"As last year's budget was developed in the early days of the pandemic, this year's was crafted as our city is undergoing the long work of recovery from the public health and economic crisis. Federal aid has been critical to sustaining our city's finances, and the long-term state of those finances depends on foresight, and on what we prioritize.
"Throughout this and past budgets, and on public safety in particular, there was an opportunity to invest in new systems and structures, rather than prop up old ones. Adding funding to the NYPD instead of other, more suited agencies, one year after we appeared on the precipice of transformational change, is an inexplicable example. Additional funding should be going to programs in non-police agencies, such as DYCD or DOHMH. With a $6 billion budget and a headcount of 35,000, the NYPD should be focusing on reallocating and optimizing current resources where they are most helpful, not monopolizing funding which could go to non-police alternatives. And while critics blame the current increase in some crimes on activists' call to defund the police, it is unfortunately necessary to remind them that New York City did not in reality ever defund the police, and that crimes were not caused by a hashtag.
"To be clear, there are many positives in this budget. But we should be doubling down on those positives, rather than retreating to what is easiest when the external pressure of a protest or a primary is over.
Improving healthcare, investing in affordable housing, providing jobs and encouraging economic growth in underserved communities, as well as investing in evidenced based models to address gun violence and mental health crisis, will all help to secure and advance public safety. These investments have a long tail effect, and we can't shy away from them just because their results aren't always immediate, and won't make the papers tomorrow - just as critics of reform don't shy away when their strategy of adding police isn't immediately effective. We cannot repeat and perpetuate the mistakes and patterns of the last decades.

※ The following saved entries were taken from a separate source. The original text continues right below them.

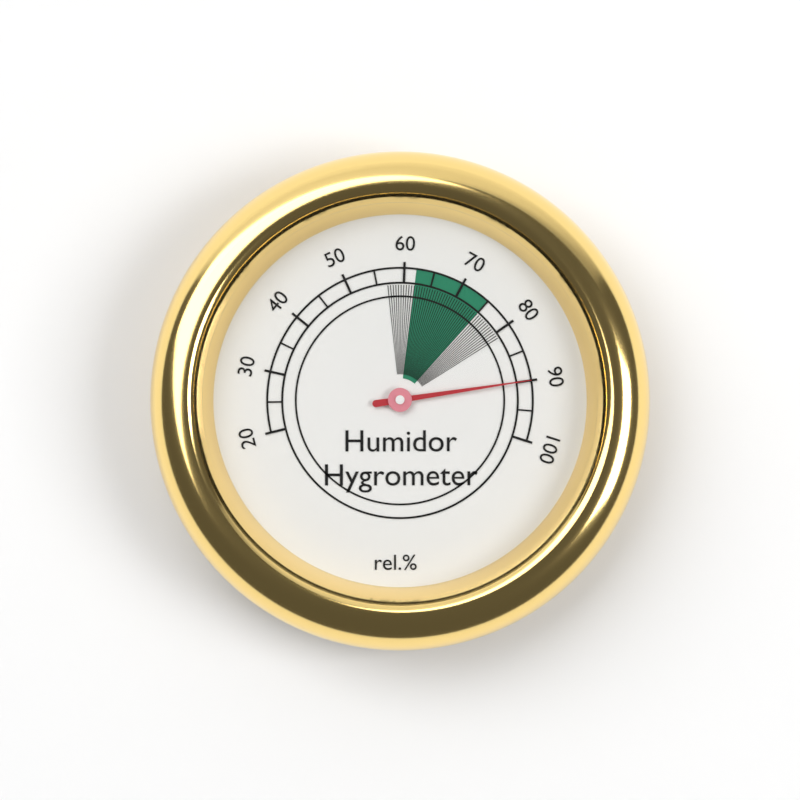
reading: 90 %
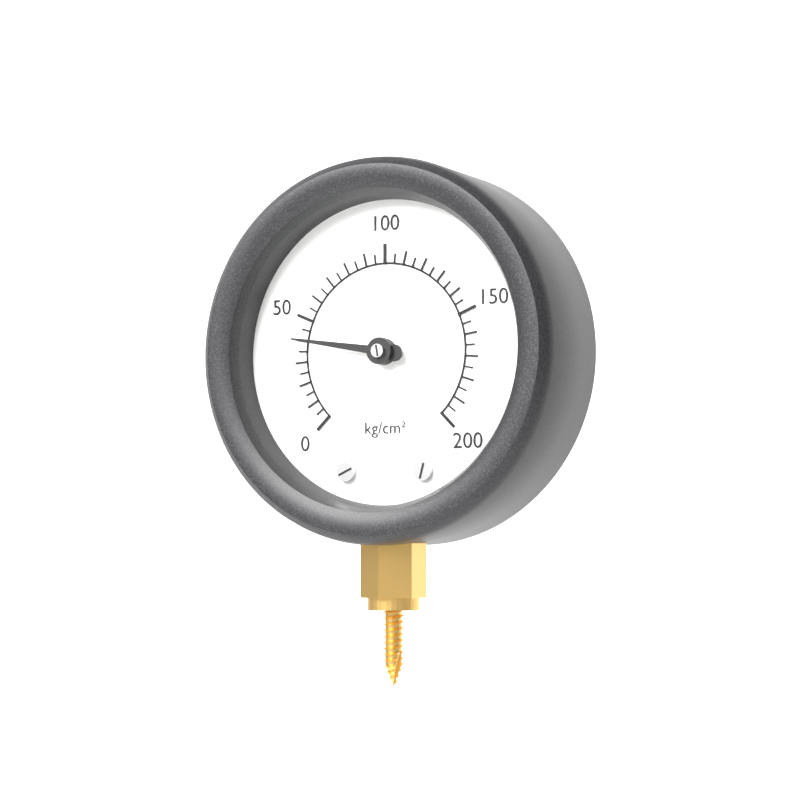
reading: 40 kg/cm²
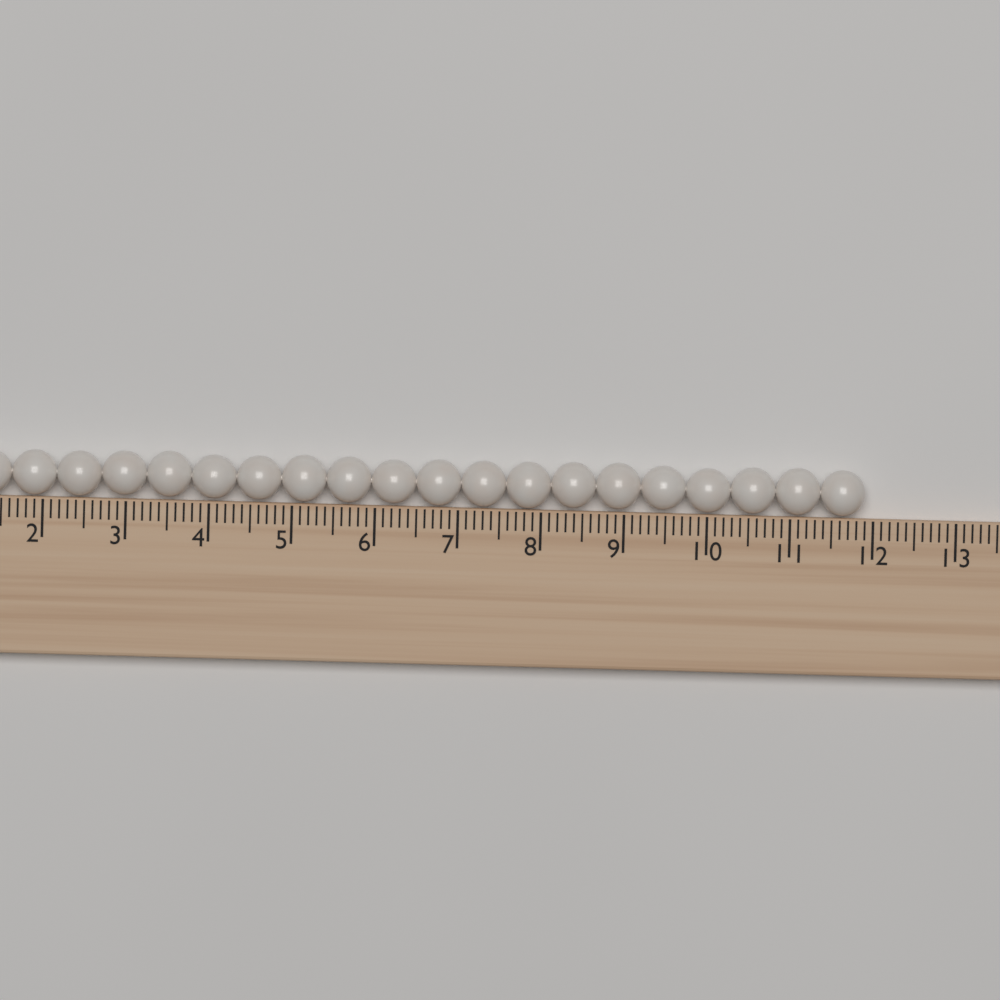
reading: 11.9 (no unit)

"At a time when we should be re-defining public safety, too much time and money has gone into the systems as previously defined. And while there have been notable changes and programs funded, the biggest disappointment is that this administration's final budget continues eight years of failing to figuratively and literally buy into true structural changes to redefine public safety - a stain which many hoped the last budget would help diminish. When so many millions are allotted in overtime for the NYPD, but none for agencies like the Dept. of Health and Mental Hygiene, that stain persists.
"Recovery from this pandemic will be long, and our investments should match. A budget for the future cannot and should not reflect the mindsets of the past."